PHOTO: Supreme Leader addresses students on Saturday


Iran’s Supreme Leader has said in public that he is “sensitive” about the mass protests that followed the disputed 2009 Presidential elections.

Ayatollah Khamenei’s comments were in response to a Ph.D. student in criminal law who asked about the strict house arrests since February 2011 of opposition leaders and 2009 Presidential candidates Mir Hossein Mousavi and Mehdi Karroubi and Mousavi’s wife, academic and artist Zahra Rahnavard.

Mohammad Ali Kamfirouzi said the detention of the Green Movement leaders is “illegal” under the Islamic Republic’s Constitution.

The Supreme Leader responded by framing the activities of Mousavi — the top challenger in the Presidential vote “won” by Mahmoud Ahmadinejad — Karroubi, and Rahnavard as part of a sedition for which the trio had not expressed remorse:

My stance towards the riots of 2009 is very clear. I am sensitive towards this and my judgment is grounded on not providing support to those who were leading the riots or exploiting the situation and [who] have not to this date repented for doing so.

Khamenei maintained that the protests and the creation of the Green Movement were “not opposition to the leadership but hostility towards a web that connects the values” of the Islamic Republic.

A week after the 2009 vote — and four days after more than a million Iranians marched over claimed manipulation of the result — the Supreme Leader denounced any protests and said they would not be tolerated.

Despite appeals by high-profile figures including former President Hashemi Rafsanjani and even President Rouhani, Khamenei has refused to intervened over the mass detention of political prisoners, the harassment of families, the suspension of political parties, and the cut-off of communications. His only action over the deaths of scores of protesters was the closure of the Kahrizak detention center where three demonstrators — including the son of a prominent conservative political activist — were killed.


## Problem description
Keep every line of the data below that has the string "grid" and present those lines.

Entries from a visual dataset

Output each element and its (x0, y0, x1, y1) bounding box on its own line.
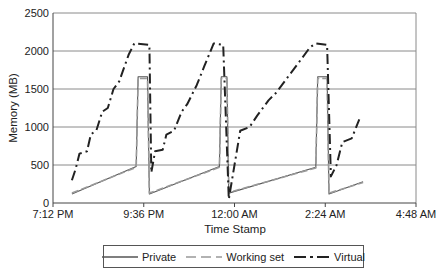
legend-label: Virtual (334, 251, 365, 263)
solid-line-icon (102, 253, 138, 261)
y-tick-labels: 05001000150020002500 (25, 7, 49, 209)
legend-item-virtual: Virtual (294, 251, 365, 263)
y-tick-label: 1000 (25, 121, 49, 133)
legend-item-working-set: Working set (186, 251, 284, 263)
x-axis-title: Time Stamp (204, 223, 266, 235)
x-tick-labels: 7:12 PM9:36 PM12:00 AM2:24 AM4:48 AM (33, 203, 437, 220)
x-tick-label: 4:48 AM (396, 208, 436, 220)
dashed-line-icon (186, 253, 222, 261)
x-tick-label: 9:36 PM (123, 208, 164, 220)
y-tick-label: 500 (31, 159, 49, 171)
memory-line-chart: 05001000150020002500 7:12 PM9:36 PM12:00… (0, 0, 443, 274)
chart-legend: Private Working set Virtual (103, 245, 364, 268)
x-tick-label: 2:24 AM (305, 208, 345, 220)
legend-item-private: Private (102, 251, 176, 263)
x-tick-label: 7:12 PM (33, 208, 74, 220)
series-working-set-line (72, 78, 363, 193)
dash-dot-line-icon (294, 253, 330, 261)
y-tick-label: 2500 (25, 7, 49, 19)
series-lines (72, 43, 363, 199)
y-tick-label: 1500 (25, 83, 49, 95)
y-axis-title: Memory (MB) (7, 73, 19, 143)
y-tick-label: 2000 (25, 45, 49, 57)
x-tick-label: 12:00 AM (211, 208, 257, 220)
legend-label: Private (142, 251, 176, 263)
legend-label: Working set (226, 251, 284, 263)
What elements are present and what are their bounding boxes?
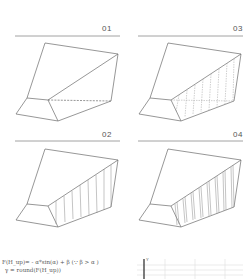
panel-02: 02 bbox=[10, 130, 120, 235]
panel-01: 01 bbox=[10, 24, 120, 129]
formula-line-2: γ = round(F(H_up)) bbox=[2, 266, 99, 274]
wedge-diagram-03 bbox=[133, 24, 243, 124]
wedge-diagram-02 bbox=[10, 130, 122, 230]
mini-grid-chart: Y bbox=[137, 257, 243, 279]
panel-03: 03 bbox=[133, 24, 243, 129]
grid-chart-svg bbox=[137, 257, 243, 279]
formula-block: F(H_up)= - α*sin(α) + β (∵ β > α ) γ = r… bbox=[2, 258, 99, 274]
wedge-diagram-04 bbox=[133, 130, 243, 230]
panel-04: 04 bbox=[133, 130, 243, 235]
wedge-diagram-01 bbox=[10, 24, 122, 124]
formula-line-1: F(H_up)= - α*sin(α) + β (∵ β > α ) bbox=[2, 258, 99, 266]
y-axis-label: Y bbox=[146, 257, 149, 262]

## Task answer
mini-grid-chart: Y bbox=[137, 257, 243, 279]
grid-chart-svg bbox=[137, 257, 243, 279]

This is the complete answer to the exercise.